I had to turn off the Senate hearing on the allegations of sexual assault by Supreme Court nominee Brett Kavanaugh. Watching the hearing, I felt that I was witnessing a nation ripping itself apart and the demise of the rule of law that ensures the freedom of America.
When Kennedy announced his retirement, I wrote a blog post with the title of “Shitstorm at the Supreme Court”. In hindsight, that title was a huge understatement.
I started my law career as a defense attorney, and I’ve represented those accused of sexual offenses and I know all too well how emotionally grinding those cases are for the lawyers involved, much less the victims or the accused. On social media, I see many of my friends denouncing Rachell Mitchell as she questions witnesses and I want to defend her because I’ve been her and I have had to cross examine victims of sexual assault. I know how painful it was for me and how terribly conflicted it left me feeling no matter how humane I tried to be while also giving my client the zealous representation necessary in criminal defense. I don’t have as much sympathy for the politicians from both parties who are turning this hearing into a spectacle and blatantly using it for political gain.

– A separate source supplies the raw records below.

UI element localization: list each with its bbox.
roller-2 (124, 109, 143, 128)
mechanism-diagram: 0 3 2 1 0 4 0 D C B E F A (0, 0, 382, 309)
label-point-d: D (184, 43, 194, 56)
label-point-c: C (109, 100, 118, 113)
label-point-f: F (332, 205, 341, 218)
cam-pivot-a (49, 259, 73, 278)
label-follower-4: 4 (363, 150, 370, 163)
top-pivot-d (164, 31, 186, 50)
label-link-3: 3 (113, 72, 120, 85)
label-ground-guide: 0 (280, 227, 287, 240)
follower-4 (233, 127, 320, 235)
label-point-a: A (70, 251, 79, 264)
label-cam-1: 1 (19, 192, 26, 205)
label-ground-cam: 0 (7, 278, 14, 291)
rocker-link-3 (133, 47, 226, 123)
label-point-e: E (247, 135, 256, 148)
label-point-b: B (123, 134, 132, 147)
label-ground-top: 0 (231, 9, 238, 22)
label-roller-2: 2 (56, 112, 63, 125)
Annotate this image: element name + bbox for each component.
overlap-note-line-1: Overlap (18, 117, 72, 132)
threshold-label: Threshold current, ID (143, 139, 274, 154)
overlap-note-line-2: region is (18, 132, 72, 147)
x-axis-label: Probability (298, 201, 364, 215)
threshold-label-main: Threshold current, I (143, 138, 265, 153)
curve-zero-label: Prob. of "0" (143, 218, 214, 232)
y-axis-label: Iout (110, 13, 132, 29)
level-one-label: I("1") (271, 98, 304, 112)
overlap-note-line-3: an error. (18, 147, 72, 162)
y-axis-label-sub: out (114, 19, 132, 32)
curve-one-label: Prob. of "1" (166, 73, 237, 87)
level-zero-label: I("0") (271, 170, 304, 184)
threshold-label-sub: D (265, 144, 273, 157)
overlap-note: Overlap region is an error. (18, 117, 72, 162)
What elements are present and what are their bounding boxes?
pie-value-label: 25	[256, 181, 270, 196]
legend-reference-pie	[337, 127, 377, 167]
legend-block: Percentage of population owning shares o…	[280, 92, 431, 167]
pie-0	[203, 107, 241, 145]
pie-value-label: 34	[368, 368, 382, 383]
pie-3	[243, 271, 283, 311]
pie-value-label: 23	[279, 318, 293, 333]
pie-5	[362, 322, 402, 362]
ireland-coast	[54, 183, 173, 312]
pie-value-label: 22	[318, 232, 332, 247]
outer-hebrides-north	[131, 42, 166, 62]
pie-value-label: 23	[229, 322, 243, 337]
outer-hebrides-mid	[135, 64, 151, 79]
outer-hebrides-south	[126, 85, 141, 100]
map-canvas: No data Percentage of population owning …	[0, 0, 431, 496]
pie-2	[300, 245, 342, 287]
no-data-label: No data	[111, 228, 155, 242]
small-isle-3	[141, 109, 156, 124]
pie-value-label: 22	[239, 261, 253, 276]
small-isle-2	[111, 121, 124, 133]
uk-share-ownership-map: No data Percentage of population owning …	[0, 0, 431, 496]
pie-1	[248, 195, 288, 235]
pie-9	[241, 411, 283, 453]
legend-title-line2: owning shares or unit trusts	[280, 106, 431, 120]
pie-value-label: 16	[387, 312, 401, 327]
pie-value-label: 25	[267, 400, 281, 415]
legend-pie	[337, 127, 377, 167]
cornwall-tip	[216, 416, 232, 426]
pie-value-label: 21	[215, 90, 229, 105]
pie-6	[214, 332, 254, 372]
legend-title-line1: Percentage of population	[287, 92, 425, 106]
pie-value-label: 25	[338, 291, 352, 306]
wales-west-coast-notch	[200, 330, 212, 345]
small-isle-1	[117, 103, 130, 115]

I believe we are better off with the rule of law and civil trials than vigilante justice, so when I cross examine a victim of a crime, I tell myself that I am not only protecting the defendant, but the greater good. I believe we are all freer when the State has to prove ever single element of a crime before it can take our freedom and our reputations. One of the major reasons I left criminal law was having to cross examine an 8-year-old victim who told inconsistent stories and had accused several other innocent people of abusing him.
It is my hope that Judge Kavanaugh will withdraw his nomination, but I don’t think that’s going to happen. I want him to withdraw because he is too polarizing a figure to sit on the Court at this point. I fear that, if he is seated, there will be a great loss of faith in the Supreme Court and that court has to be much greater than any individual. People give their lives to protect the rule of law in our country. Asking one very fortunate and privileged man to step aside in order to preserve the public’s respect for the Court is not too much to ask.
As I watch this hearing, I can’t help but feel that the future of the country is at stake. I don’t mean who controls Congress or who sits on the Court, but whether we can continue to function as a democracy and as a nation. We must find a way to step back from the intense partisan warfare that began on talk radio before jumping onto the internet and spreading like a disease through American society destroying communities, friendships, and even family relationships. As I wrote in earlier post, democracy requires forbearance and restraint. Just because you can pack the Court with Judges who terrify your political opponents or refuse to hold a hearing on a nominee from an opposing party president, or gerrymander election districts to ensure your party continues to win, doesn’t mean you should do it. Such acts destroy the ties that hold us together as a nation and we get the complete and utter dysfunction we’re seeing in our government today. History shows, dysfunction like ours leads to a loss of democracy and the rise of totalitarian rule.
In my dreams, I would like to see Kavanaugh withdraw and another individual nominated from a list of nominees agreed upon by the leaders of both parties. I would hope that the nominee would be an excellent legal scholar, and someone who adds intellectual and experiential diversity of the Supreme Court. Hopefully, someone who graduated from a school other than Yale or Harvard. Sadly, I know that I’m just dreaming, but I’m free to dream…for now.